Pickering & Chatto Publishers Ltd.


The following review appeared in the December 2014 issue of CHOICE. The review is for your internal use only. Please review our Permission and Reprints Guidelines or email permissions@ala-choice.org.

Social & Behavioral Sciences
History, Geography & Area Studies - United Kingdom

52-2199
DS135
CIP
Tananbaum, Susan L. Jewish immigrants in London, 1880-1939. Pickering & Chatto, 2014. (Dist. by Ashgate Publishing.) 260p bibl index afp ISBN 9781848934429, $99.00.

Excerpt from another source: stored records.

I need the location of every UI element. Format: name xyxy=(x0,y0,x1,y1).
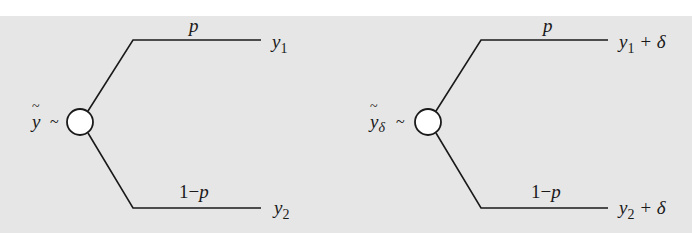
tilde-mark: ~ xyxy=(370,99,378,114)
branch-lower xyxy=(88,133,261,208)
distribution-symbol: ~ xyxy=(50,113,59,130)
branch-lower xyxy=(436,133,608,208)
lower-outcome: y2 + δ xyxy=(617,197,667,222)
lower-probability: 1−p xyxy=(531,181,561,202)
upper-probability: p xyxy=(541,15,553,36)
upper-outcome: y1 xyxy=(270,31,287,56)
lower-outcome: y2 xyxy=(272,197,289,222)
chance-node xyxy=(415,109,441,135)
upper-outcome: y1 + δ xyxy=(617,31,667,56)
branch-upper xyxy=(436,40,608,111)
branch-upper xyxy=(88,40,261,111)
distribution-symbol: ~ xyxy=(396,113,405,130)
tree-left: y ~ ~ p y1 1−p y2 xyxy=(30,15,289,222)
tilde-mark: ~ xyxy=(32,99,40,114)
chance-node xyxy=(67,109,93,135)
random-variable-label: y xyxy=(30,111,41,132)
tree-right: yδ ~ ~ p y1 + δ 1−p y2 + δ xyxy=(368,15,667,222)
random-variable-label: yδ xyxy=(368,111,385,135)
probability-trees: y ~ ~ p y1 1−p y2 yδ ~ ~ p y1 + δ 1−p y2… xyxy=(0,0,692,233)
upper-probability: p xyxy=(187,15,199,36)
lower-probability: 1−p xyxy=(179,181,209,202)
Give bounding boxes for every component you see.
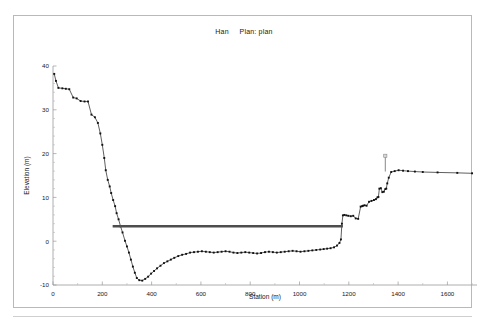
ground-data-point — [181, 254, 183, 256]
ground-data-point — [272, 251, 274, 253]
ground-data-point — [185, 253, 187, 255]
ground-data-point — [213, 252, 215, 254]
ground-data-point — [138, 279, 140, 281]
x-tick-label: 400 — [146, 290, 157, 297]
x-tick-label: 1400 — [391, 290, 405, 297]
ground-data-point — [240, 252, 242, 254]
ground-data-point — [319, 249, 321, 251]
ground-data-point — [144, 278, 146, 280]
ground-data-point — [156, 267, 158, 269]
ground-data-point — [197, 251, 199, 253]
ground-data-point — [326, 248, 328, 250]
ground-profile-line — [54, 74, 472, 281]
ground-data-point — [300, 251, 302, 253]
ground-data-point — [193, 251, 195, 253]
ground-data-point — [84, 101, 86, 103]
ground-data-point — [303, 250, 305, 252]
x-axis-title: Station (m) — [249, 293, 281, 301]
ground-data-point — [414, 171, 416, 173]
x-tick-label: 200 — [97, 290, 108, 297]
ground-data-point — [163, 262, 165, 264]
ground-data-point — [105, 169, 107, 171]
x-tick-label: 1000 — [293, 290, 307, 297]
ground-data-point — [352, 215, 354, 217]
ground-data-point — [386, 182, 388, 184]
ground-data-point — [209, 251, 211, 253]
ground-data-point — [307, 250, 309, 252]
ground-data-point — [264, 251, 266, 253]
ground-data-point — [323, 248, 325, 250]
ground-data-point — [388, 177, 390, 179]
ground-data-point — [311, 249, 313, 251]
ground-data-point — [225, 250, 227, 252]
ground-data-point — [471, 172, 473, 174]
ground-data-point — [364, 204, 366, 206]
ground-data-point — [160, 265, 162, 267]
ground-data-point — [340, 239, 342, 241]
ground-data-point — [375, 198, 377, 200]
ground-data-point — [333, 246, 335, 248]
ground-data-point — [292, 250, 294, 252]
y-axis-title: Elevation (m) — [23, 156, 31, 194]
ground-data-point — [99, 133, 101, 135]
ground-data-point — [347, 215, 349, 217]
ground-data-point — [236, 252, 238, 254]
ground-data-point — [368, 201, 370, 203]
ground-data-point — [343, 214, 345, 216]
ground-data-point — [390, 171, 392, 173]
ground-data-point — [437, 171, 439, 173]
ground-data-point — [385, 188, 387, 190]
x-tick-label: 1200 — [342, 290, 356, 297]
series-group — [53, 73, 473, 282]
ground-data-point — [126, 246, 128, 248]
ground-data-point — [124, 240, 126, 242]
ground-data-point — [284, 251, 286, 253]
ground-data-point — [80, 100, 82, 102]
ground-data-point — [256, 253, 258, 255]
ground-data-point — [68, 88, 70, 90]
ground-data-point — [116, 212, 118, 214]
ground-data-point — [91, 114, 93, 116]
ground-data-point — [380, 187, 382, 189]
ground-data-point — [407, 170, 409, 172]
ground-data-point — [101, 144, 103, 146]
ground-data-point — [229, 251, 231, 253]
ground-data-point — [296, 250, 298, 252]
ground-data-point — [141, 280, 143, 282]
ground-data-point — [107, 179, 109, 181]
ground-data-point — [61, 87, 63, 89]
ground-data-point — [112, 199, 114, 201]
ground-data-point — [118, 218, 120, 220]
ground-data-point — [373, 199, 375, 201]
ground-data-point — [339, 242, 341, 244]
ground-data-point — [134, 272, 136, 274]
bank-station-cap-icon — [384, 154, 387, 157]
ground-data-point — [55, 80, 57, 82]
y-tick-label: 20 — [42, 150, 49, 157]
x-tick-label: 0 — [51, 290, 55, 297]
ground-data-point — [248, 252, 250, 254]
ground-data-point — [128, 252, 130, 254]
ground-data-point — [280, 251, 282, 253]
ground-data-point — [260, 252, 262, 254]
y-tick-label: 40 — [42, 62, 49, 69]
ground-data-point — [201, 250, 203, 252]
ground-data-point — [94, 116, 96, 118]
ground-data-point — [76, 97, 78, 99]
ground-data-point — [57, 87, 59, 89]
ground-data-point — [72, 97, 74, 99]
ground-data-point — [166, 260, 168, 262]
ground-data-point — [173, 257, 175, 259]
ground-data-point — [170, 259, 172, 261]
annotations-group — [384, 154, 387, 171]
ground-data-point — [130, 259, 132, 261]
ground-data-point — [53, 73, 55, 75]
ground-data-point — [205, 251, 207, 253]
ground-data-point — [341, 223, 343, 225]
ground-data-point — [268, 251, 270, 253]
ground-data-point — [350, 215, 352, 217]
ground-data-point — [132, 266, 134, 268]
y-tick-label: 10 — [42, 194, 49, 201]
ground-data-point — [330, 247, 332, 249]
ground-data-point — [114, 205, 116, 207]
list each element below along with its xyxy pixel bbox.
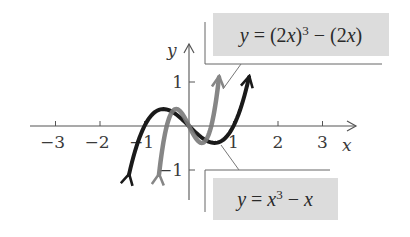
x-tick-label: −3 — [40, 132, 65, 152]
callout-top-label: y = (2x)3 − (2x) — [238, 23, 362, 47]
callout-top-leader — [223, 64, 241, 89]
y-axis-label: y — [166, 40, 177, 60]
x-axis-label: x — [342, 135, 352, 155]
callout-bottom: y = x3 − x — [205, 145, 338, 220]
x-tick-label: −2 — [84, 132, 109, 152]
cubic-graph-figure: y = (2x)3 − (2x) y = x3 − x −3−2−1123 1−… — [0, 0, 410, 237]
y-tick-label: 1 — [172, 72, 183, 92]
callout-bottom-label: y = x3 − x — [235, 187, 313, 211]
callout-top: y = (2x)3 − (2x) — [205, 13, 389, 89]
x-tick-label: 2 — [273, 132, 284, 152]
x-tick-label: 3 — [317, 132, 328, 152]
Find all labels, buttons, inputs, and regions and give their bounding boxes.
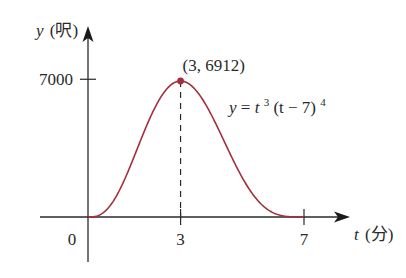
function-label: y = t 3 (t − 7) 4: [227, 91, 326, 117]
function-lhs: y: [227, 98, 237, 117]
y-axis-var: y: [34, 21, 44, 40]
x-tick-label: 0: [68, 230, 77, 249]
chart: (3, 6912) y (呎) t (分) y = t 3 (t − 7) 4 …: [0, 0, 406, 278]
y-axis-unit: (呎): [50, 21, 78, 40]
peak-label: (3, 6912): [183, 56, 245, 75]
x-axis-label: t (分): [354, 225, 393, 244]
function-mid: (t − 7): [273, 98, 316, 117]
function-exp2: 4: [320, 96, 326, 108]
y-axis-label: y (呎): [34, 21, 78, 40]
y-tick-label: 7000: [39, 70, 73, 89]
x-axis-unit: (分): [365, 225, 393, 244]
peak-point: [177, 78, 184, 85]
function-exp1: 3: [264, 96, 270, 108]
function-eq: =: [241, 98, 255, 117]
x-axis-var: t: [354, 225, 360, 244]
function-t: t: [255, 98, 261, 117]
x-tick-label: 3: [176, 230, 185, 249]
x-tick-label: 7: [300, 230, 309, 249]
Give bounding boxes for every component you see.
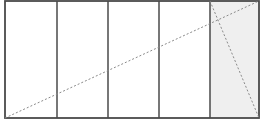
column-dividers	[57, 1, 210, 118]
partitioned-rectangle-diagram	[0, 0, 260, 126]
shaded-column	[210, 1, 259, 118]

The mass migration of Eastern European Jews to Great Britain after 1880 changed the demographic profile of Anglo-Jewry from a largely acculturated community to one that appeared distinctly alien, to use the English term.  Tananbaum (Bowdoin College) examines the process whereby these immigrants, principally living in London’s East End, were transformed from foreigners in the first generation to Anglicized Jews by the second and third.  In particular, the author focuses on the roles of women, children, and the domestic sphere as promoters of health, education, and acculturation.  Prior to the post-1945 welfare state, Anglo-Jewry maintained extensive voluntary networks of social and economic assistance for the community that enabled poor immigrants to tap into social services and even sports.  That also helped promote the Anglicization agenda of the established community.  Tananbaum situates her study as part of the growth of Anglo-Jewish historiography, which has moved from the triumphalism of Anglicization to a more critical analysis of the mechanisms of acculturation.  Extensively researched and based on a wide array of secondary sources, the book is organized topically rather than chronologically and is a valuable resource for specialists in immigration and Anglo-Jewish history.

--F. Krome, University of Cincinnati--Clermont College

Summing Up: Recommended. Upper-division undergraduates and above.